The Second World War made military use of radio telephony links. Hand-held radio transceivers have been available since the 1940s. Mobile telephones for automobiles became available from some telephone companies in the 1940s. Early devices were bulky and consumed high power and the network supported only a few simultaneous conversations. Modern cellular networks allow automatic and pervasive use of mobile phones for voice and data communications.
In the United States, engineers from Bell Labs began work on a system to allow mobile users to place and receive telephone calls from automobiles, leading to the inauguration of mobile service on 17 June 1946 in St. Louis, Missouri. Shortly after, AT&T offered Mobile Telephone Service. A wide range of mostly incompatible mobile telephone services offered limited coverage area and only a few available channels in urban areas. The introduction of cellular technology, which allowed re-use of frequencies many times in small adjacent areas covered by relatively low powered transmitters, made widespread adoption of mobile telephones economically feasible.
One of the earliest fictional descriptions of a mobile phone can be found in the 1948 science fiction novel Space Cadet by Robert Heinlein. The protagonist, who has just traveled to Colorado from his home in Des Moines, receives a call from his father on a pocket telephone. Before going to space he decides to ship the telephone home “since it was limited by its short range to the neighborhood of an earth-side [i.e. terrestrial] relay office.” Ten years later, an essay by Arthur C. Clarke envisioned a "personal transceiver, so small and compact that every man carries one." He wrote: "the time will come when we will be able to call a person anywhere on Earth merely by dialing a number." Such a device would also, in Clarke's vision, include means for global positioning so that "no one need ever again be lost." Later, in Profiles of the Future, he predicted the advent of such a device taking place in the mid-1980s.[6] US TV series Get Smart (1965-1970) depicted spy gadgets with mobile telephones concealed in random objects, including shoes.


• What you should do:
Every line below that holds "name" must be copied.

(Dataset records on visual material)
================================

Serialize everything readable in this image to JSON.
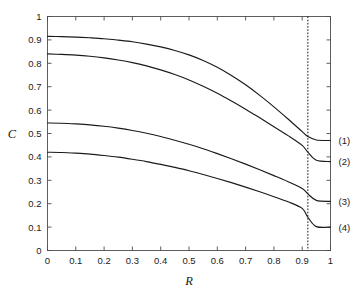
{
  "chart_data": {
    "type": "line",
    "title": "",
    "xlabel": "R",
    "ylabel": "C",
    "xlim": [
      0,
      1
    ],
    "ylim": [
      0,
      1
    ],
    "grid": false,
    "legend": "inline-right-labels",
    "xticks": [
      0,
      0.1,
      0.2,
      0.3,
      0.4,
      0.5,
      0.6,
      0.7,
      0.8,
      0.9,
      1
    ],
    "xticklabels": [
      "0",
      "0.1",
      "0.2",
      "0.3",
      "0.4",
      "0.5",
      "0.6",
      "0.7",
      "0.8",
      "0.9",
      "1"
    ],
    "yticks": [
      0,
      0.1,
      0.2,
      0.3,
      0.4,
      0.5,
      0.6,
      0.7,
      0.8,
      0.9,
      1
    ],
    "yticklabels": [
      "0",
      "0.1",
      "0.2",
      "0.3",
      "0.4",
      "0.5",
      "0.6",
      "0.7",
      "0.8",
      "0.9",
      "1"
    ],
    "annotations": [
      {
        "name": "vertical-dotted-line",
        "type": "vline",
        "x": 0.92,
        "style": "dotted"
      }
    ],
    "x": [
      0,
      0.05,
      0.1,
      0.15,
      0.2,
      0.25,
      0.3,
      0.35,
      0.4,
      0.45,
      0.5,
      0.55,
      0.6,
      0.65,
      0.7,
      0.75,
      0.8,
      0.85,
      0.9,
      0.92,
      0.95,
      1
    ],
    "series": [
      {
        "name": "(1)",
        "label": "(1)",
        "color": "#1a1a1a",
        "values": [
          0.915,
          0.914,
          0.912,
          0.909,
          0.905,
          0.899,
          0.892,
          0.882,
          0.87,
          0.855,
          0.836,
          0.812,
          0.783,
          0.748,
          0.708,
          0.663,
          0.614,
          0.562,
          0.508,
          0.487,
          0.472,
          0.47
        ]
      },
      {
        "name": "(2)",
        "label": "(2)",
        "color": "#1a1a1a",
        "values": [
          0.84,
          0.838,
          0.835,
          0.83,
          0.823,
          0.814,
          0.803,
          0.789,
          0.772,
          0.752,
          0.729,
          0.702,
          0.672,
          0.639,
          0.604,
          0.567,
          0.529,
          0.491,
          0.449,
          0.42,
          0.386,
          0.38
        ]
      },
      {
        "name": "(3)",
        "label": "(3)",
        "color": "#1a1a1a",
        "values": [
          0.545,
          0.544,
          0.541,
          0.537,
          0.531,
          0.523,
          0.513,
          0.501,
          0.487,
          0.471,
          0.454,
          0.435,
          0.414,
          0.392,
          0.369,
          0.345,
          0.32,
          0.294,
          0.265,
          0.242,
          0.214,
          0.21
        ]
      },
      {
        "name": "(4)",
        "label": "(4)",
        "color": "#1a1a1a",
        "values": [
          0.42,
          0.419,
          0.416,
          0.412,
          0.406,
          0.399,
          0.39,
          0.38,
          0.368,
          0.355,
          0.341,
          0.325,
          0.308,
          0.29,
          0.271,
          0.251,
          0.23,
          0.208,
          0.18,
          0.142,
          0.102,
          0.1
        ]
      }
    ]
  },
  "figure": {
    "background": "#ffffff",
    "axis_color": "#4d4d4d",
    "curve_color": "#1a1a1a"
  }
}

================================

• Task result:
        "name": "vertical-dotted-line",
        "name": "(1)",
        "name": "(2)",
        "name": "(3)",
        "name": "(4)",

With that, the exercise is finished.